Saturday, July 26, 2014

Experimental Error


Anyone take Gen Chem?  No doubt you'll agree the best thing about Chemistry 101 is "experimental error."  It's in the top 5 of all-time greatest "outs."  Completely botch an experiment?  No problem!  Compile your worthless data, explain your bonehead moves in a neatly organized scientific report, and you will not be punished.  At least not until organic chemistry when, suddenly, the product matters.

Well this is not O Chem!  And I have some explaining to do on my latest round.  But first, the results are in from my previous studies.  (Unfortunately, I had already completed my next ones…)



Results

The highlight of this round of critique, "You're clearly able to understand what I have to say, and already know what I'm going to say."  Heck yes, Terry is happy!  Luckily he thought of just a few more things to add:

Juliana:  We agree she was the warm up.  Again my darks are too dark and too cool.  "Remember, black is not something you read automatically when you need a dark.  Black is something you reach when you need a muted blue."  Also, I need to render the eye as a ball with a value change on either side of the iris and with the turning of the eyelids as well.  This next comment hits deep, because it was a fail on my most recent study below too!  When lids are lit in an otherwise dark eye socket, they must be "darker than the surrounding lit areas to compensate for the optical value-shifts due to the dark surrounding the island of light."  Like 'tree holes' for you plein air painters.  

Sorolla's Selfie:  Solid big sculpt!  And nice value and saturation control on the greenish tint of his near cheek!  I ought to slow down and vary the pressure of the brush.  Additionally, the strokes that end in white canvas need to get some love even when they seem unimportant.  

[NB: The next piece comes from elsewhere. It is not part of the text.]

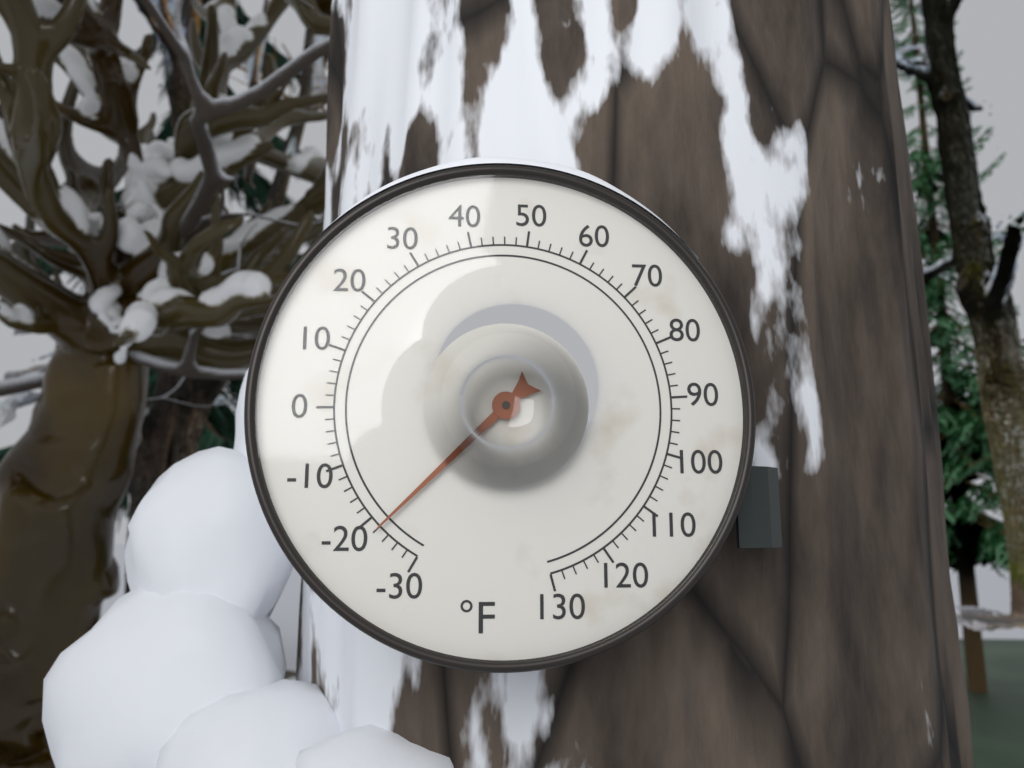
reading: -22 °F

Elena:  The sharp edges of her hair do "give it that old spanish painting look.  It might have worked better had you established more of a hard-edged context.  But I have to say, it does look intentional rather than negligent, so that's good."  I'll take it!  "Decisive and not-timid doesn't mean fast or necessarily thick, though.  It's all in the intention behind each stroked and whether you were able to communicate those intentions."  Which brings us back to the need to vary the strokes.  


Latest

Last Saturday I went in cold to a 4-hour open studio session.  I think I have been spoiled by my silent references in my quiet home.   I quite forgot what could come up with a living model.  Failing to bring my headphones cost me on this one.  I lost patience before hour 3 and rushed to cover the canvas and beat it out of there.  Not a great move, and not one I can properly blame the model for either.
  
in progress...



11x14" sketch from life


Well it had potential, but the thoughtless strokes are so hard to ignore.  Speaking of eyes, her right one has some rounds to it, but her left is flat.  The light catching her left lid does not account for the surrounding darkness and is too light.  I remember trying to keep the background more translucent, but I wonder how it would look if I had ignored what was actually up there and went high key.  As it is, the turp dripping down her right side is not effective; I should have gone back into that and given it some translucent love.  I have a few "candidates" for inappropriately dark stroke awards: the outline of her wrap defending bellow her right ear, the dark at the end of the shadow cast by her neck, the corners of her mouth, the shadow cast from the wrap along the left side of her head, the one bellow her lip defining the top of her 'pout pouch' and the one under her chin.

The strokes making up her shoulder were desperate and thoughtless.  The edge of her right cheek is too hard.  Though the right side of her forehead turns a bit, the left side is a fail.  The corner between the highlight and the darker temporal plane is missing along with any transition.  Variance in brush stroke pressure is not great either.



I had to try and redeem myself the next day, so in the quiet comfort of my 'studio' I did one more. 



Study of Sorolla's Clotilde con traje de noche

The timer was set for this.  I gave myself an hour.  Then in the spirit of this year's World Cup, I added an additional 20 minute overtime period.


I like this one much better.
I had a really difficult time with the right brow ridge catching last light as it turns to the dark side.  I repainted it six or seven times and I'm still not thrilled.  Perhaps it's that the eyebrow finishes too high off to her right, and that I was missing an intentional looking half tone to soften that edge.  The part that bugs me the most is the light stretch of her jaw line against the dark of her left cheek.  This passage is too dark above, too light below, and too cool as well.  That area would have looked much better and subordinate with softer edges and proper value.  A missed opportunity!
Her upper lip looks too big, or too low.  Her eye needs to be more spherical too.  Hmm no maybe that bugs me more.  I wonder if eyeball practice is coming next?